Enjoy eating rocks, I guess?

load more comments (1 replies)
[–] [email protected] 5 points 2 months ago

Maybe in 100 years, with how underfunded research in vertical farming is.

load more comments (2 replies)
[–] [email protected] 13 points 2 months ago* (last edited 2 months ago) (1 children)
  • Step 1: acquire genetic material
  • Step 2: supplement material with closely related extant species <- We are here
  • Step 3: Get an egg cell with your Frankenstein-DNA to survive and divide
  • Step 4: Produce a healthy baby
  • Step 5: Get a small population in a Zoo/Park
  • Step 6: have a permanent wild population in a specific area
  • Step 7: have enough of those areas to declare repopulation a success

Is fixating on the mammoths here first-world centrism? The article mentions 4 other species that have way better chances. Also, given how far we are from actual wild mammoths, that "it can solve climate change" argument is just wrong the way it's been presented.

load more comments (1 replies)
[–] [email protected] 11 points 2 months ago (1 children)

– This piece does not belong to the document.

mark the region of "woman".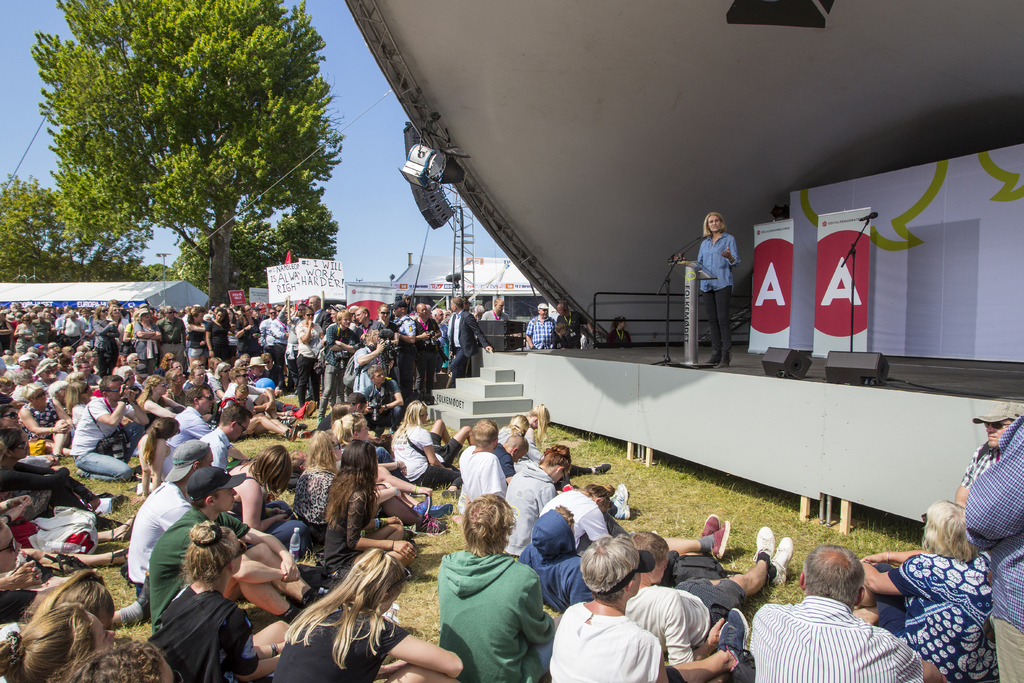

we have no idea what happens next

Make a variant with multiple butts

[–] [email protected] 8 points 2 months ago (1 children)

Or make is exactly the size on the picture, where the mammoth fits in a petri dish.

load more comments (1 replies)
[–] [email protected] 11 points 2 months ago (1 children)

I have an idea: Mammoth burgers

[–] [email protected] 8 points 2 months ago

Worked in the docudrama "the Flintstones"

[–] [email protected] 10 points 2 months ago (1 children)

Poachers. Poachers are next.

[–] [email protected] 5 points 2 months ago

We bringing poachers to extinction?

[–] [email protected] 7 points 2 months ago (1 children)

I hope it's pet pygmy mamoths

load more comments (1 replies)
[–] [email protected] 6 points 2 months ago

"We have no idea what happens next."

Scientists: we know almost exactly what will happen.

[–] [email protected] 5 points 2 months ago

That’s crazy cause I think it’ll be here tomorrow

[–] [email protected] 5 points 2 months ago
[–] [email protected] 5 points 2 months ago* (last edited 2 months ago) (4 children)

Does anyone else feel like this is irresponsible? Like, I get it, humans have been destroying the ecosystems of endangered and extinct animals for awhile now. But the world is actively warming up. And even if this is successful, how do we create enough of them to survive and procreate without defects etc. And where the hell will they live? I just have some concerns.

load more comments (4 replies)
[–] [email protected] 5 points 2 months ago* (last edited 2 months ago) (2 children)

So we're talking about de-extinction at a time when 70% of the planet's biodiversity has been lost in the last 50 years?